7. Who is this guy?
Why should you pay attention to him?
PR Professional with 16 years experience
Social media early adopter
Nerd who takes offense to being called a geek
8.
9.
10.
11. Not so seriously that you’re afraid of it…
But seriously enough that you change more
than just how you market
14. Publishing
Blogs and splogs
Photo, video and audio-sharing sites
Podcasts and videocasts
News and RSS feeds
Mashups and widgets
Community
Social networks
Forums
Blog, video and audio commenting
Collaboration
Wikis
Google Docs
Event management platforms
Aggregation
RSS readers
Social bookmarking
Social tagging and folksonomies
Presence
Microblogs
Live journals
IM/SMS
Mobile location-based services
Optimization
Search engine optimization
Press release optimization
News room optimization
15. Blogs are changing how media companies do
business, and some of them are going out of business
Podcasts and online video are disrupting traditional
advertising models
Social media news releases and news rooms are
changing how press releases are distributed
Social networks are connecting customers with
companies, and empowering those customers
Wikis are taking collaboration to the next level
Blogs and microblogs are creating new opportunities
to join the conversation
16. The “Command and Control” PR model is dead
Honesty and transparency are key
Timing is nothing, announcement-wise
Event communities form way before events start
Criticism is good, failure is acceptable
Everyone’s a channel, and everyone is a critic
Measurement is becoming easier
The “Berlin wall” of information is falling
Big brands are devolving, personal brands are evolving
Everything is a commodity, except attention and trust
17. Thanks to iCrossing for this quote
Social media is a force that cannot be ignored
35. 1. I suffer from information overload already.
2. So much of what's discussed online is meaningless. These forms of
communication are shallow and make us dumber. We have real work
to do!
3. I don't have the time to contribute and moderate, it looks like it
takes a lot of time and energy.
4. Our customers don't use this stuff, the learning curve limits its
usefulness to geeks.
5. Communicators [bloggers, tweeters] are so fickle, better to stay
unengaged than risk random brand damage. We don't want hostile
comments left about us on any forum we've legitimized.
Source: Marshall Kirkpatrick’s “ReadWriteWeb”
36. 6. Traditional media and audiences are still bigger, we'll do new stuff
when they do.
7. Upper management won't support it/dedicate resources for it.
8. These startups can't offer meaningful security, they may not even be
around in a year - I'll wait until Google or our enterprise software
vendor starts offering this kind of functionality.
9. There are so many tools that are similar, I can't tell where to invest
my time so I don't use any of it at all.
10. That stuff's fine for sexy brands, but we sell [insert boring B2B brand]
and are known for stability more than chasing the flavor-of-the-
month. We're doing just fine with the tools we've got, thanks.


→ What the task asks:
In which lines of the data does the string "Coccyx" appear? Copy every one.

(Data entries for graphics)
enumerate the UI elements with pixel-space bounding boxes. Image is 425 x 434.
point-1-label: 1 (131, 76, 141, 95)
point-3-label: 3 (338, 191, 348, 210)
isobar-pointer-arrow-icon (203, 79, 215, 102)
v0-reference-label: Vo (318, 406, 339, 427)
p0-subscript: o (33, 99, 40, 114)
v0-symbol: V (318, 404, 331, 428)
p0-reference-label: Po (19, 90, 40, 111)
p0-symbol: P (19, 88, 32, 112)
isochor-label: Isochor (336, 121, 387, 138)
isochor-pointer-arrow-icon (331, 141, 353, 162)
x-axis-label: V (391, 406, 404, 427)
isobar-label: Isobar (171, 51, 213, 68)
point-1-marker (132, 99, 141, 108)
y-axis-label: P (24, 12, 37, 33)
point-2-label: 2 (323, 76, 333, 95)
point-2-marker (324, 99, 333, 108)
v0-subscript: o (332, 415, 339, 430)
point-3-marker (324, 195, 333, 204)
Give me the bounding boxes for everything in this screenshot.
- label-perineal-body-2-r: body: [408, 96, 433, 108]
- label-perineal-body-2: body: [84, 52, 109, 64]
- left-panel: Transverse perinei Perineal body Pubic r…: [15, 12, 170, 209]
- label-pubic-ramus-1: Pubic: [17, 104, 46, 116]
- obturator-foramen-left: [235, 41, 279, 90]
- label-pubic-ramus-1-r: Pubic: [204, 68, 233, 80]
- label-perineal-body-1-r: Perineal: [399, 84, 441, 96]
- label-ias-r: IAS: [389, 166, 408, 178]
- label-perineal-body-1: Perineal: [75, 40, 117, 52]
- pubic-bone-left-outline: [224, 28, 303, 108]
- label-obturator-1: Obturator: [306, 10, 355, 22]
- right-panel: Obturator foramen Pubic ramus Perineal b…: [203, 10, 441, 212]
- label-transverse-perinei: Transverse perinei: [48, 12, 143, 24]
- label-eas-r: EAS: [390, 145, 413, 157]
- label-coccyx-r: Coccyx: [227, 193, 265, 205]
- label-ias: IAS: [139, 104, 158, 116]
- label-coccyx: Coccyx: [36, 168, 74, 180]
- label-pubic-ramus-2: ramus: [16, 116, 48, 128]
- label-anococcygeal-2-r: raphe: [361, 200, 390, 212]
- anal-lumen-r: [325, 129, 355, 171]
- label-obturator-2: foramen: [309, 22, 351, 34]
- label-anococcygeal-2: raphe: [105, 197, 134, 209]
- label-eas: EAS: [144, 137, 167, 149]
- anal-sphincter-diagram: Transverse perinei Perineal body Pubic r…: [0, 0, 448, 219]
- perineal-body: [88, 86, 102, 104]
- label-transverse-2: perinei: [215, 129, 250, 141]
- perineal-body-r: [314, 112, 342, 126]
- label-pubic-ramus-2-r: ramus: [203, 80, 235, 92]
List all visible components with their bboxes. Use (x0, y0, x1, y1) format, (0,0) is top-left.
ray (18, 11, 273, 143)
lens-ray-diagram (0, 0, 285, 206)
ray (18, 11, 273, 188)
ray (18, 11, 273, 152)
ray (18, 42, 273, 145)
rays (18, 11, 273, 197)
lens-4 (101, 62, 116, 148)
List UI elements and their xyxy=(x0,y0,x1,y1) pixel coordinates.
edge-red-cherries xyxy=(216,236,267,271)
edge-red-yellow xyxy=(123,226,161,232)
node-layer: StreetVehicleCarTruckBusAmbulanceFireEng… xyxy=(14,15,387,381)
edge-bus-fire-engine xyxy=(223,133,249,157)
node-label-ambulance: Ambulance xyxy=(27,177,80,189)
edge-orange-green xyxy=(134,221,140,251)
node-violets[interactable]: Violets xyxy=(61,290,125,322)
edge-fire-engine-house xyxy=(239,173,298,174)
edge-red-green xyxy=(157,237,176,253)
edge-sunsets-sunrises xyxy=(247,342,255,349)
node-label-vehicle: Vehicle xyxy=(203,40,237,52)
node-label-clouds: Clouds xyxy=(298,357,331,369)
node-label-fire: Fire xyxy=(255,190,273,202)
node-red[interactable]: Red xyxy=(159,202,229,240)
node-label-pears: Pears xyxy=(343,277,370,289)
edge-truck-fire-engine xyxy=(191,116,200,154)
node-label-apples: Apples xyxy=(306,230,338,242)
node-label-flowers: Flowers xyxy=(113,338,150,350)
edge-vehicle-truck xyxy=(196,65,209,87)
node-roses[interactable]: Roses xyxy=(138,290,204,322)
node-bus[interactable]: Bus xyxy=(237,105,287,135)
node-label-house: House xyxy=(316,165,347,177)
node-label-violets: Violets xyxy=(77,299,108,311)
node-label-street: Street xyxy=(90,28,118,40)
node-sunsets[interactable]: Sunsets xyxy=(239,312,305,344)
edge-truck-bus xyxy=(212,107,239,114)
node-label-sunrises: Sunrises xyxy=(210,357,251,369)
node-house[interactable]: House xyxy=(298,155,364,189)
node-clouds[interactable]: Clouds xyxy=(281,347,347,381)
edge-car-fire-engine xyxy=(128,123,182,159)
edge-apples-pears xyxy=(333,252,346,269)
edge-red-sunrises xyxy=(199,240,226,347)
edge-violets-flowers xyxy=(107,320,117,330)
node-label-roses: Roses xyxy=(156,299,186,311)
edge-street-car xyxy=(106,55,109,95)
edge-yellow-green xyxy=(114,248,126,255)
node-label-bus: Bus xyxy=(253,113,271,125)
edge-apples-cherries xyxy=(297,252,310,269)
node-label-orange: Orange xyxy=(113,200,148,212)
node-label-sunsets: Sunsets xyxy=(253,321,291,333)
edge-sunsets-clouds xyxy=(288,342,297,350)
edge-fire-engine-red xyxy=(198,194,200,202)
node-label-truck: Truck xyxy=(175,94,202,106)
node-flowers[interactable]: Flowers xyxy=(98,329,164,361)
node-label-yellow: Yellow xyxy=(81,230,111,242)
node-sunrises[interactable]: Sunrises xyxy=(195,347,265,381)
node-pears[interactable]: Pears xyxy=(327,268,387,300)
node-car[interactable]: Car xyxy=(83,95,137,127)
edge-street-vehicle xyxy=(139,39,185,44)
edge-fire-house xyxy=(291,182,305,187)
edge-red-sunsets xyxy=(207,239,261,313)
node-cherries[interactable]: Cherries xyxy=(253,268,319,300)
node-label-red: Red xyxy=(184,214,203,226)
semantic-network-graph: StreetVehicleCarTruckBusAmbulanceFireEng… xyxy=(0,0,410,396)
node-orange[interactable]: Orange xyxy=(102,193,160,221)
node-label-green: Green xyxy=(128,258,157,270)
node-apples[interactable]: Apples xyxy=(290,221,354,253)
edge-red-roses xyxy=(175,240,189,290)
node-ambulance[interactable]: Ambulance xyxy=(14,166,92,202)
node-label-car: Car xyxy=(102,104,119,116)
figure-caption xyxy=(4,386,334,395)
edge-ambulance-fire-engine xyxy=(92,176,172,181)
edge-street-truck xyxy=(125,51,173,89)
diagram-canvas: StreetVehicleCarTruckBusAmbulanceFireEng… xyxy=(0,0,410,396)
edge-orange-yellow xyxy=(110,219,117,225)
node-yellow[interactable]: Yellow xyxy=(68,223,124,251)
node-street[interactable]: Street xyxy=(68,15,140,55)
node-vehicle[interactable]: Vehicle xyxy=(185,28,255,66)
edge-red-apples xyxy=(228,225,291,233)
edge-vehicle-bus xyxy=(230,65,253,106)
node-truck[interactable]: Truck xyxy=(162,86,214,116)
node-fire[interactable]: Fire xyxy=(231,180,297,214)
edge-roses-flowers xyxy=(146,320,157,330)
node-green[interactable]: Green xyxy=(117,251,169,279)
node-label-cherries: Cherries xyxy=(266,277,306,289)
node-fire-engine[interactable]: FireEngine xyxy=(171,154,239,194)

→ Worked solution:
- label-coccyx-r: Coccyx: [227, 193, 265, 205]
- label-coccyx: Coccyx: [36, 168, 74, 180]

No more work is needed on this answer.